In his original vision for Star Wars, George Lucas designed his universe with a retrofuturistic aesthetic, otherwise known as "junk sci-fi" or "gomi." Opting for an unpolished and lived-in look, Lucas encouraged his team to be scrappy; the art department used practical effects and outfitted scenes with props transformed from junk. 

Set decorator Roger Christian took this cyberpunk edict to heart. One day, as he was creating lenses to fit Luke Skywalker’s binoculars, he stumbled across a piece of junk that would become one of the most iconic weapons in cinema history.


"I went to a photography shop where we got all our equipment from and I asked, 'Have you got anything buried away that I might look at?'" Christian said in an interview. "Out of this box, I found these Graflex flash handles."

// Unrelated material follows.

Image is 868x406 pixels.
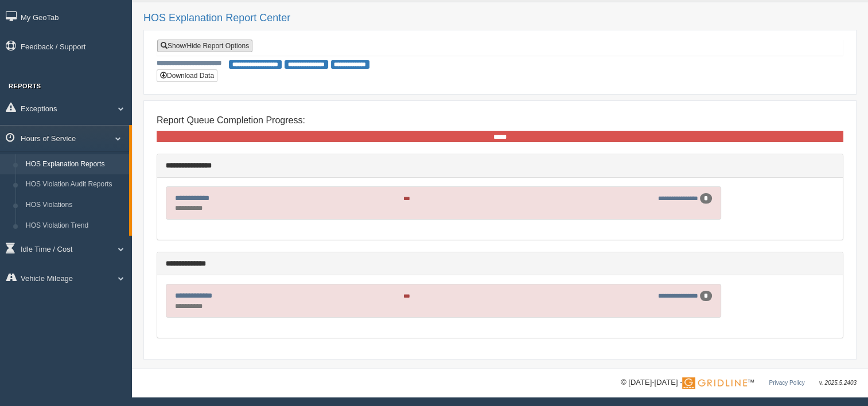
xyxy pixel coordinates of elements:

Thus, the lightsaber was born of a flash bulb from an antique camera. The Graflex 3-cell flashgun was originally designed to hold flash bulbs to vintage Speed Graphic cameras, affectionately known at the time as "press cameras," as they were used by photojournalists for the first half of the 20th century.

Christian attached a part of a calculator, added a black grip, and painted the bulbs with blue projection material. (It should be noted that while most of the lightsabers in the 1977 Star Wars were made of Graflex bulbs, Obi-Wan Kenobi's was devised of a ballast pipe from a Rolls Royce jet engine.)

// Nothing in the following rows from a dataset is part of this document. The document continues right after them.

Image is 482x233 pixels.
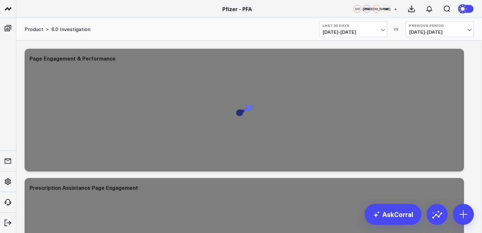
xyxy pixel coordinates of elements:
div: OC [353,5,361,13]
div: Prescription Assistance Page Engagement [29,184,138,191]
div: Page Engagement & Performance [29,55,116,62]
button: + [391,5,399,13]
div: [PERSON_NAME] [372,5,380,13]
span: [DATE] - [DATE] [409,29,470,35]
div: > [25,26,49,33]
span: [DATE] - [DATE] [322,29,383,35]
b: Previous Period [409,24,470,28]
a: AskCorral [364,204,421,225]
span: + [394,7,397,11]
a: 6.0 Investigation [51,26,90,33]
button: Previous Period[DATE]-[DATE] [405,21,474,37]
a: Pfizer - PFA [222,5,252,12]
button: Last 30 Days[DATE]-[DATE] [319,21,387,37]
div: CW [382,5,390,13]
div: VS [390,27,402,31]
div: ZW [363,5,371,13]
b: Last 30 Days [322,24,383,28]
a: Product [25,26,43,33]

Graflex, originally a division of the Eastman Kodak Company, first came to market with the Graflex SLR, a focal plane shutter camera that used the same swinging-mirror lens viewing mechanism as modern single lens reflex cameras. The  Speed Graphic cameras from which Christian fashioned the lightsaber also employed a focal plane shutter, but replaced the SLR swinging mirror and through-the-lens viewing with an external viewfinder.

One of the two original lightsaber handles, made for $15, was sold to a Seattle museum for $250,000, making the lightsaber one of the most valuable movie props in history.